The Virginian-Pilot
                             THE VIRGINIAN-PILOT 
              Copyright (c) 1995, Landmark Communications, Inc.

DATE: Tuesday, October 17, 1995              TAG: 9510170265
SECTION: LOCAL                    PAGE: B7   EDITION: FINAL 
SOURCE: BY JON GLASS, STAFF WRITER 
DATELINE: NORFOLK                            LENGTH: Medium:   54 lines

NORFOLK HIRES CONSULTANT TO TEST SCHOOL FOR BAD AIR A PARENT'S COMPLAINT ABOUT TARRALLTON LEADS TO A PROBE.

Responding to a parent's complaint about air quality at Tarrallton Elementary, school administrators on Monday sent a private consultant to sample the building for airborne pollutants that might pose health risks for teachers and students.

Testing by the school system's risk management department for mold and mildew buildup ``has not found any problem of a magnitude that would create a hazard,'' Deputy Superintendent J. Frank Sellew said.

He said an outside consultant was hired to resolve concerns voiced by a parent who said her two children were diagnosed with asthma-like symptoms after becoming sick at the school two weeks ago.

The parent, Pat Jackson, said Monday that she had to take her daughters, 7- and 8-year-old second-graders, to the hospital.

Jackson, who at first thought they had colds, acted after they complained of chest pains and breathing problems. She said a doctor at Portsmouth Naval Hospital told her the girls were suffering from asthma, probably caused by breathing dust or mold.

The doctor could not link her children's condition to the school, Jackson said. But Jackson said teachers have told her that mold and mildew are a problem. Jackson said she is going to raise the issue at a PTA meeting tonight at 6:30 at the school.
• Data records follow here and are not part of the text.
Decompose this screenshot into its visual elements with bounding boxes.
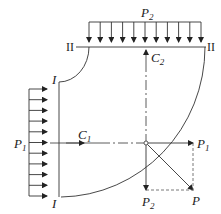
label-P1-left: P1 — [14, 137, 26, 153]
left-distributed-load — [29, 89, 47, 196]
label-P-resultant: P — [192, 194, 200, 207]
diagram-svg — [0, 0, 221, 214]
label-P1-right: P1 — [197, 137, 209, 153]
force-decomposition — [144, 141, 193, 190]
outer-bend-arc — [61, 47, 205, 197]
label-section-II-left: II — [66, 41, 74, 53]
label-section-II-right: II — [207, 41, 215, 53]
inner-bend-arc — [59, 47, 89, 82]
label-P2-top: P2 — [141, 6, 153, 22]
label-P2-bottom: P2 — [142, 195, 154, 211]
label-section-I-bottom: I — [52, 197, 56, 210]
label-C2: C2 — [151, 51, 164, 67]
top-distributed-load — [89, 22, 201, 42]
label-section-I-top: I — [52, 73, 56, 86]
diagram-canvas: P2 II II C2 I I C1 P1 P1 P2 P — [0, 0, 221, 214]
label-C1: C1 — [78, 128, 91, 144]
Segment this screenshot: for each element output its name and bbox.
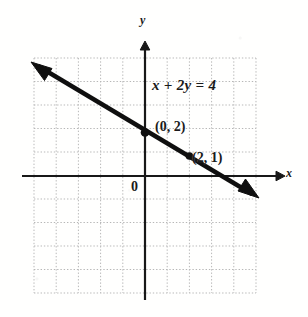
point-label-0-2: (0, 2) [155,120,185,134]
equation-label: x + 2y = 4 [152,78,216,93]
y-axis-label: y [140,14,145,26]
point-0-2 [141,128,150,137]
point-label-2-1: (2, 1) [192,151,222,165]
x-axis-label: x [286,167,292,179]
graph-figure [0,0,308,317]
origin-label: 0 [131,180,138,194]
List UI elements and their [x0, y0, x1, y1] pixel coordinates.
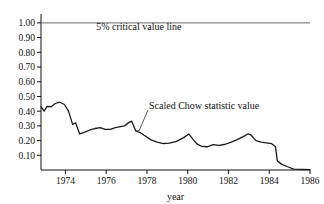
chart-figure: 1.000.900.800.700.600.500.400.300.200.10…	[0, 0, 324, 204]
x-tick-label: 1974	[56, 176, 75, 186]
y-tick-label: 0.10	[18, 151, 35, 161]
x-tick-label: 1976	[97, 176, 116, 186]
x-tick-label: 1980	[178, 176, 197, 186]
chow-annotation-leader-line	[136, 110, 148, 131]
y-tick-label: 0.80	[18, 48, 35, 58]
chart-canvas: 1.000.900.800.700.600.500.400.300.200.10…	[0, 0, 324, 204]
y-tick-label: 0.20	[18, 136, 35, 146]
y-tick-label: 0.60	[18, 77, 35, 87]
y-tick-label: 0.70	[18, 62, 35, 72]
chow-statistic-line	[41, 102, 310, 170]
x-tick-label: 1984	[260, 176, 279, 186]
x-tick-label: 1982	[219, 176, 238, 186]
y-tick-label: 0.40	[18, 107, 35, 117]
y-tick-label: 0.30	[18, 121, 35, 131]
x-tick-label: 1978	[137, 176, 156, 186]
y-tick-label: 0.90	[18, 33, 35, 43]
critical-value-annotation: 5% critical value line	[96, 21, 182, 32]
chow-statistic-annotation: Scaled Chow statistic value	[149, 100, 260, 111]
y-tick-label: 0.50	[18, 92, 35, 102]
x-tick-label: 1986	[301, 176, 320, 186]
y-tick-label: 1.00	[18, 18, 35, 28]
x-axis-title: year	[167, 191, 185, 202]
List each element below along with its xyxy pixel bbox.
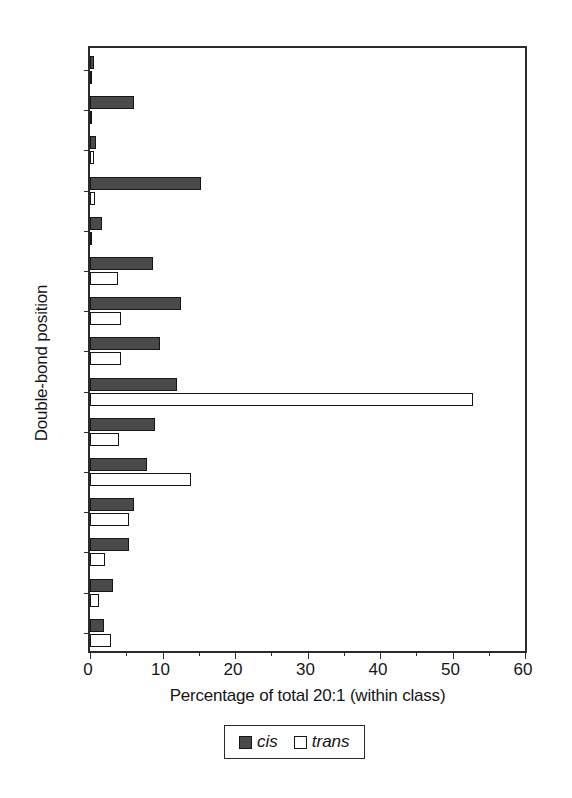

``It ticks me off,'' Jackson said. ``I try to keep my house clean and my kids healthy, and for them to be sitting in mold and mildew and having to breathe that, I think affects their quality of education.''

Jackson said her kids are back in the school but are using inhalers.

School administrators said a mildew problem discovered last summer in the school librarycleared up after a malfunctioning air conditioner and a leaky wall pipe were repaired.

Sellew said three of approximately 25 teachers wanted their rooms checked by the private company testing the school's air quality.

Jackson, who lives in Navy housing, said she sent letters to 388 families in the complex and got responses from four parents who said their children had symptoms like those experienced by Jackson's kids. About 450 children attend the school.

It could take two weeks before test results are available, school officials said. T-C Analytics of Norfolk is doing the work.

Air quality complaints have surfaced at 12 other schools in the region: eight in Virginia Beach, three in Chesapeake and one in Portsmouth. But Tarrallton, built in the mid-1960s, is the first in Norfolk, Sellew said.